We now return to those dark galaxies without dark matter. No, not those ones, the other ones. The originals.
This is a topic so controversial that even those claiming to have explained them say that the original discoveries were wrong, which is very confusing. But the best bet seems to be a tidal encounter. Since dark matter, like gas, is generally much more extended than the stars, it's easier to remove. Indeed, unlike gas, dark matter is collisionless, so if it happens to be in the centre of a galaxy on part of its orbit, there's nothing stopping it from moving out to greater distances a little later. Whereas the innermost gas gets trapped in the office forever, dark matter prefers a hybrid model : sometimes it's in the city centre, but sometimes it's in the vulnerable suburbs.
Topical metaphors aside, today's paper is the most convincing argument yet for a tidal origin. The authors re-examined an existing simulation that predates the whole hoo-hah, so this absolutely counts as a prediction. True, it would have been even better to predict these things ahead of the discovery itself, but there was no reason for anyone to look for them.
They find seven objects in their 21 Mpc-on-a-side simulation that lack dark matter. Most of them live in groups (three are all in the same group), and all are associated with a massive parent - more massive than the Milky Way. Now the properties of all but one are not all that similar to the notorious NGC 1052 DF2/DF4 (they have a few times as much stellar mass and, correspondingly, rather higher velocity diserpsions*), but this would probably be asking too much of a simulation. The main point about lacking dark matter is clearly satisfied, and they're not orders of magnitude different to the observational sample.
* These two parameters are intimately related though. The higher the stellar mass, the higher the velocity dispersion must be for the systems to be in stable equilibrium.

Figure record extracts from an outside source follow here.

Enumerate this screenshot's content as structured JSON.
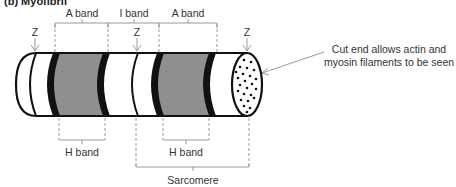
{
  "title": "(b) Myofibril",
  "labels": {
    "top_bands": [
      {
        "text": "A band",
        "x": 82
      },
      {
        "text": "I band",
        "x": 134
      },
      {
        "text": "A band",
        "x": 188
      }
    ],
    "z_lines": [
      {
        "text": "Z",
        "x": 35
      },
      {
        "text": "Z",
        "x": 137
      },
      {
        "text": "Z",
        "x": 247
      }
    ],
    "h_bands": [
      {
        "text": "H band",
        "x": 82
      },
      {
        "text": "H band",
        "x": 186
      }
    ],
    "sarcomere": "Sarcomere",
    "cut_end_note": "Cut end allows actin and myosin filaments to be seen"
  },
  "colors": {
    "outline": "#111111",
    "a_band_fill": "#8f8f8f",
    "bracket": "#9a9a9a",
    "text": "#333333"
  }
}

What I find most convincing about this is that they explain their objects as a rare but not exceptional process. Since there are at least two objects known in one group, and more dark matter free objects elsewhere, any explanation that relies on a freak encounter might have problems. It's a very tricky balance to find a mechanism that is routine enough that you actually expect to stand a reasonable chance of detecting the end results, but not so common that they should have been spotted everywhere and known about for decades.
The author's answer to this is that the satellites need to be very small in comparison to their parent galaxy (0.1% of its stellar mass) and come extraordinarily close - within the stellar body. And this seems to fit the bill quite nicely. One would expect most such encounters to result in the satellite merging with the cannibalistic parent or being utterly destroyed by it, but every so often one could just manage to survive. And another satisfying point is that while the after-effects of the encounter are still visible in some of their simulated objects, some show no visible signs of disruption at all : the main body of the galaxies survive long after the tidal tails have dispersed.
If anything, I worry that this explanation might overpredict the number of dark matter deficient satellites : around 30% of the most massive galaxies ought to have at least one such companion, they say. But such massive galaxies are themselves quite rare, and the smallest satellites are the hardest to measure, so this is not necessarily and outlandish fraction. Importantly, it's testable. We probably shouldn't get too hung up on the exact numbers given the limitations of observations and simulations alike - so long as it turns out these systems are not unique to NGC 1052, that's probably sufficient.
So this is very good stuff. What remains now is to look for analogues to those other galaxies without dark matter : the isolated, gas-dominated Ultra Diffuse Galaxies. Those, they say, might exist in their simulations as well... but that's another story.